VANCOUVER — A number of reports were issued Thursday about Vancouver's red-hot real estate market. Here are some of the key findings from those reports:
— Airbnb says the average host in Vancouver makes an income of about $6,500 annually by occasionally renting out space in their home and uses at least half of what is made to pay for their rent or mortgage, or to cover the cost of household items like groceries.
Early data around foreign real estate transactions in #BC is now available, https://t.co/wRr0oe96Es pic.twitter.com/IBLlUdE1CY
— BC Government News (@BCGovNews) July 7, 2016
— The provincial government says just over three per cent of sales between June 10 and June 29 involved foreign buyers, mostly from China. Forty-seven of those transactions occurred within the city of Vancouver while 260 involved properties around Metro Vancouver.
— Sotheby's International Realty Canada says in the first half of this year, there was a 100-per-cent increase in the sale of homes that cost more than $4 million in Vancouver, as 439 properties in that price range changed hands.
— Canada's largest credit union warned that young workers who have long since abandoned hope of owning a home in the Vancouver area are now being priced out of the city's rental market. Vancity says only the Marpole and East Hastings neighbourhoods remain affordable for the average worker under 40, earning less than $40,000.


Your objective: Starting at the line that contains "Decompose this screenshot", transcribe each line through the end of the material below, exactly and nothing else, leaving out the pictures.

Material provided:
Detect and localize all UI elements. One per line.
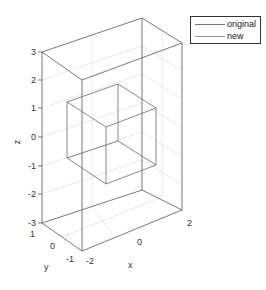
z-tick-neg3: -3: [28, 218, 36, 228]
z-tick-3: 3: [31, 47, 36, 57]
legend-line-original-icon: [195, 24, 225, 25]
z-tick-neg2: -2: [28, 189, 36, 199]
legend-item-new: new: [191, 30, 260, 42]
y-tick-0: 0: [50, 241, 55, 251]
series-original-box: [42, 18, 182, 251]
legend-label-new: new: [227, 30, 244, 42]
x-axis-label: x: [128, 260, 133, 270]
series-new-cube: [67, 84, 156, 184]
z-axis-label: z: [12, 139, 22, 144]
x-tick-neg2: -2: [86, 256, 94, 266]
z-tick-0: 0: [31, 132, 36, 142]
legend-line-new-icon: [195, 36, 225, 37]
y-axis-label: y: [44, 262, 49, 272]
grid: [42, 30, 182, 237]
y-tick-1: 1: [30, 229, 35, 239]
y-tick-neg1: -1: [66, 254, 74, 264]
legend: original new: [190, 16, 261, 44]
z-tick-2: 2: [31, 75, 36, 85]
z-tick-1: 1: [31, 103, 36, 113]
x-tick-0: 0: [137, 237, 142, 247]
legend-label-original: original: [227, 18, 256, 30]
x-tick-2: 2: [187, 218, 192, 228]
z-tick-neg1: -1: [28, 161, 36, 171]
legend-item-original: original: [191, 18, 260, 30]
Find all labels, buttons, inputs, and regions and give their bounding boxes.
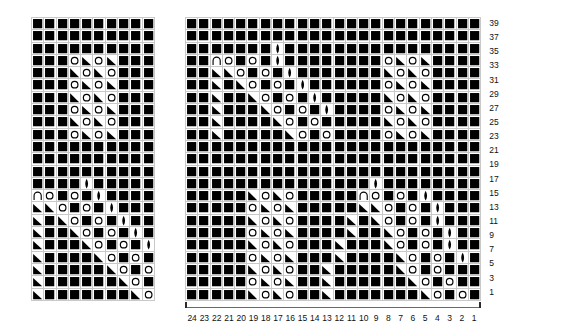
- chart-cell[interactable]: [118, 239, 129, 250]
- chart-cell[interactable]: [106, 55, 117, 66]
- chart-cell[interactable]: [432, 178, 443, 189]
- chart-cell[interactable]: [44, 79, 55, 90]
- chart-cell[interactable]: [118, 276, 129, 287]
- chart-cell[interactable]: [321, 18, 332, 29]
- chart-cell[interactable]: [321, 30, 332, 41]
- chart-cell[interactable]: [198, 79, 209, 90]
- chart-cell[interactable]: [106, 30, 117, 41]
- chart-cell[interactable]: [432, 116, 443, 127]
- chart-cell[interactable]: [383, 67, 394, 78]
- chart-cell[interactable]: [198, 30, 209, 41]
- chart-cell[interactable]: [321, 227, 332, 238]
- chart-cell[interactable]: [358, 239, 369, 250]
- chart-cell[interactable]: [223, 79, 234, 90]
- chart-cell[interactable]: [93, 18, 104, 29]
- chart-cell[interactable]: [118, 141, 129, 152]
- chart-cell[interactable]: [81, 18, 92, 29]
- chart-cell[interactable]: [383, 252, 394, 263]
- chart-cell[interactable]: [370, 252, 381, 263]
- chart-cell[interactable]: [358, 43, 369, 54]
- chart-cell[interactable]: [432, 252, 443, 263]
- chart-cell[interactable]: [358, 141, 369, 152]
- chart-cell[interactable]: [334, 104, 345, 115]
- chart-cell[interactable]: [284, 252, 295, 263]
- chart-cell[interactable]: [272, 92, 283, 103]
- chart-cell[interactable]: [346, 289, 357, 300]
- chart-cell[interactable]: [395, 116, 406, 127]
- chart-cell[interactable]: [420, 190, 431, 201]
- chart-cell[interactable]: [93, 215, 104, 226]
- chart-cell[interactable]: [93, 79, 104, 90]
- chart-cell[interactable]: [407, 215, 418, 226]
- chart-cell[interactable]: [186, 116, 197, 127]
- chart-cell[interactable]: [57, 92, 68, 103]
- chart-cell[interactable]: [44, 239, 55, 250]
- chart-cell[interactable]: [81, 153, 92, 164]
- chart-cell[interactable]: [321, 289, 332, 300]
- chart-cell[interactable]: [420, 18, 431, 29]
- chart-cell[interactable]: [469, 289, 480, 300]
- chart-cell[interactable]: [93, 239, 104, 250]
- chart-cell[interactable]: [260, 30, 271, 41]
- chart-cell[interactable]: [334, 227, 345, 238]
- chart-cell[interactable]: [444, 104, 455, 115]
- chart-cell[interactable]: [106, 18, 117, 29]
- chart-cell[interactable]: [272, 18, 283, 29]
- chart-cell[interactable]: [81, 141, 92, 152]
- chart-cell[interactable]: [272, 67, 283, 78]
- chart-cell[interactable]: [81, 92, 92, 103]
- chart-cell[interactable]: [309, 67, 320, 78]
- chart-cell[interactable]: [407, 141, 418, 152]
- chart-cell[interactable]: [57, 116, 68, 127]
- chart-cell[interactable]: [223, 104, 234, 115]
- chart-cell[interactable]: [407, 276, 418, 287]
- chart-cell[interactable]: [358, 55, 369, 66]
- chart-cell[interactable]: [297, 289, 308, 300]
- chart-cell[interactable]: [186, 55, 197, 66]
- chart-cell[interactable]: [143, 79, 154, 90]
- chart-cell[interactable]: [186, 141, 197, 152]
- chart-cell[interactable]: [235, 178, 246, 189]
- chart-cell[interactable]: [370, 202, 381, 213]
- chart-cell[interactable]: [284, 67, 295, 78]
- chart-cell[interactable]: [130, 264, 141, 275]
- chart-cell[interactable]: [247, 116, 258, 127]
- chart-cell[interactable]: [395, 239, 406, 250]
- chart-cell[interactable]: [130, 178, 141, 189]
- chart-cell[interactable]: [444, 18, 455, 29]
- chart-cell[interactable]: [444, 227, 455, 238]
- chart-cell[interactable]: [223, 239, 234, 250]
- chart-cell[interactable]: [309, 55, 320, 66]
- chart-cell[interactable]: [395, 153, 406, 164]
- chart-cell[interactable]: [44, 141, 55, 152]
- chart-cell[interactable]: [469, 202, 480, 213]
- chart-cell[interactable]: [44, 92, 55, 103]
- chart-cell[interactable]: [420, 264, 431, 275]
- chart-cell[interactable]: [346, 190, 357, 201]
- chart-cell[interactable]: [186, 166, 197, 177]
- chart-cell[interactable]: [432, 289, 443, 300]
- chart-cell[interactable]: [198, 276, 209, 287]
- chart-cell[interactable]: [407, 190, 418, 201]
- chart-cell[interactable]: [309, 18, 320, 29]
- chart-cell[interactable]: [223, 43, 234, 54]
- chart-cell[interactable]: [444, 129, 455, 140]
- chart-cell[interactable]: [69, 264, 80, 275]
- chart-cell[interactable]: [370, 227, 381, 238]
- chart-cell[interactable]: [143, 239, 154, 250]
- chart-cell[interactable]: [130, 190, 141, 201]
- chart-cell[interactable]: [358, 166, 369, 177]
- chart-cell[interactable]: [247, 79, 258, 90]
- chart-cell[interactable]: [32, 289, 43, 300]
- chart-cell[interactable]: [69, 166, 80, 177]
- chart-cell[interactable]: [57, 79, 68, 90]
- chart-cell[interactable]: [272, 153, 283, 164]
- chart-cell[interactable]: [93, 67, 104, 78]
- chart-cell[interactable]: [272, 252, 283, 263]
- chart-cell[interactable]: [370, 55, 381, 66]
- chart-cell[interactable]: [284, 264, 295, 275]
- chart-cell[interactable]: [186, 129, 197, 140]
- chart-cell[interactable]: [334, 43, 345, 54]
- chart-cell[interactable]: [93, 30, 104, 41]
- chart-cell[interactable]: [395, 190, 406, 201]
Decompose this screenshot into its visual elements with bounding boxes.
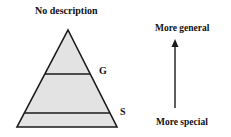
diagram-title: No description — [35, 6, 98, 16]
level-label-s: S — [120, 107, 126, 117]
arrow-top-label: More general — [155, 24, 209, 34]
diagram-canvas: No description G S More general More spe… — [0, 0, 231, 137]
arrow-up-icon — [172, 39, 179, 47]
arrow-bottom-label: More special — [156, 118, 208, 128]
level-label-g: G — [99, 66, 107, 76]
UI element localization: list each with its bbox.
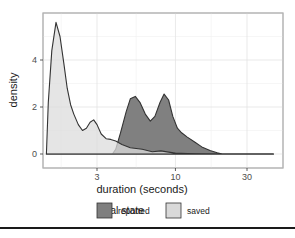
legend-label-reported: reported	[118, 206, 150, 216]
legend-label-saved: saved	[187, 206, 210, 216]
y-tick-label: 0	[32, 149, 37, 159]
plot-panel	[43, 13, 283, 168]
x-axis-title: duration (seconds)	[96, 183, 187, 195]
y-tick-label: 2	[32, 102, 37, 112]
y-axis-title: density	[7, 72, 19, 107]
x-tick-label: 3	[94, 172, 99, 182]
legend-swatch-saved	[166, 203, 181, 218]
legend-swatch-reported	[97, 203, 112, 218]
y-tick-label: 4	[32, 55, 37, 65]
legend: final state reported saved	[97, 203, 210, 218]
x-tick-label: 10	[170, 172, 180, 182]
density-chart: 024 31030 duration (seconds) density fin…	[0, 0, 295, 238]
x-axis: 31030	[94, 168, 252, 182]
bottom-divider	[0, 227, 295, 229]
y-axis: 024	[32, 55, 43, 159]
x-tick-label: 30	[242, 172, 252, 182]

Output:
Decompose this screenshot into its visual elements with bounding boxes.
diagram-title: No description — [35, 6, 98, 16]
level-label-s: S — [120, 107, 126, 117]
arrow-top-label: More general — [155, 24, 209, 34]
diagram-canvas: No description G S More general More spe… — [0, 0, 231, 137]
arrow-up-icon — [172, 39, 179, 47]
arrow-bottom-label: More special — [156, 118, 208, 128]
level-label-g: G — [99, 66, 107, 76]
UI element localization: list each with its bbox.
legend-label-reported: reported	[118, 206, 150, 216]
legend-label-saved: saved	[187, 206, 210, 216]
y-tick-label: 0	[32, 149, 37, 159]
plot-panel	[43, 13, 283, 168]
x-axis-title: duration (seconds)	[96, 183, 187, 195]
y-tick-label: 2	[32, 102, 37, 112]
y-axis-title: density	[7, 72, 19, 107]
x-tick-label: 3	[94, 172, 99, 182]
legend-swatch-saved	[166, 203, 181, 218]
legend-swatch-reported	[97, 203, 112, 218]
y-tick-label: 4	[32, 55, 37, 65]
legend: final state reported saved	[97, 203, 210, 218]
x-tick-label: 10	[170, 172, 180, 182]
density-chart: 024 31030 duration (seconds) density fin…	[0, 0, 295, 238]
x-axis: 31030	[94, 168, 252, 182]
bottom-divider	[0, 227, 295, 229]
y-axis: 024	[32, 55, 43, 159]
x-tick-label: 30	[242, 172, 252, 182]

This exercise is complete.